Tacoma, WA, Conroe, TX – After a massive hunger strike inside the Tacoma Detention Center reached its 11th day, detainees found their effort spreading to other facilities inspired by their demands. Last night at midnight, immigrants held at the Joe Corley Detention Center in Conroe, TX initiated their own fast in protest of their treatment at the facility run by the same company, the GEO Group, and as part of the nation-wide call for an end to deportations.

Bob Libal, Executive Director of Grassroots Leadership in Austin, Texas added, “Immigrants in detention should not have to go to such extreme lengths to blow the whistle on mistreatment within ICE’s vast and largely privatized immigration detention system. GEO Group, the for-profit prison corporation that operates both these detention centers, has a well-documented track record around Texas of canceled contracts and scandal-ridden facilities, including at several prisons for immigrants in Texas.”
In the recent White House budget proposal to Congress, the administration sought funding for a quota of more than 30,000 individuals to be held in detention on a daily basis, upholding what has been an unprecedented practice of subjecting immigration enforcement to an arbitrary line item. Detainees say that the treatment they receive is a result of the profit-seeking element that has inserted itself into the detention system. An attorney who confirmed the strike this morning after visiting the Conroe, TX facility, communicated the hunger strikers demands to be:
- Stop the deportations
- Just treatment for detainees
- End overcrowding in the cells
- End double judgement for old cases
- Food with nutrition in it
- Better medical care
- Lower calling prices
- Lower rates at commissary
and said the detainees wanted it known that they were inspired by the on-going Washington State efforts.
Read two letter from the hunger strikers here: Letter 1, Letter 2.

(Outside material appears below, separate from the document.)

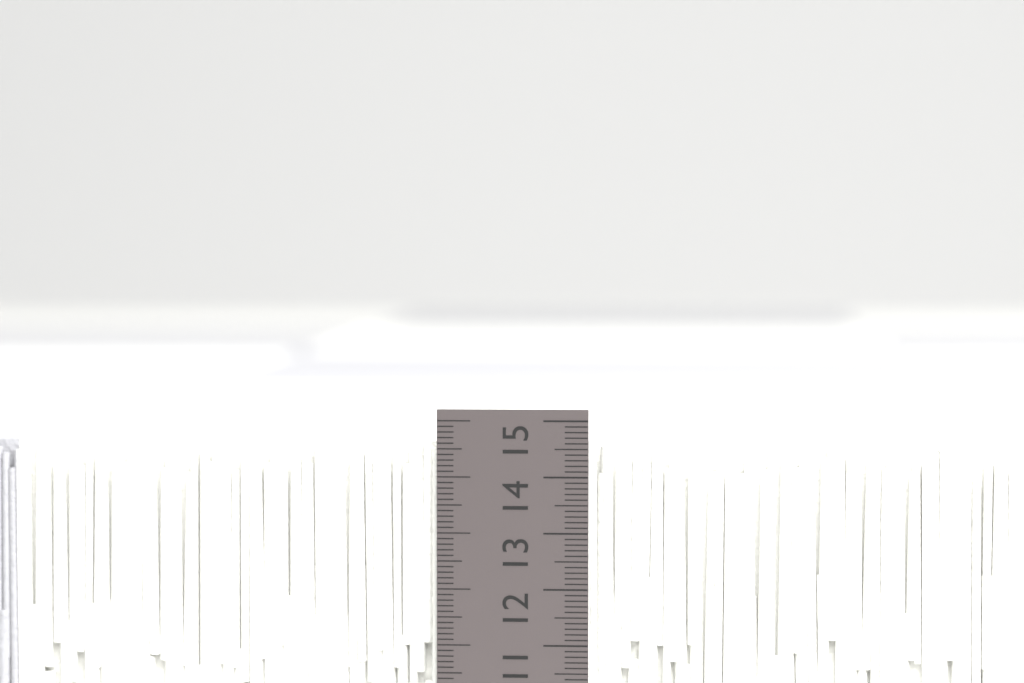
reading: 14.6 cm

An eight-page handwritten letter from the Washington State hunger strikers explaining their demands is available upon request. The letter states, in part, “[W]e join ourselves to that effort and demand that the Federal Executive (Mr. President Barack Obama) use his presidential authority and order a total stop to the unjust deportations that are separating families, destroying homes, and bringing uncertainty, insecurity and unhappy futures to our children, our loved ones.”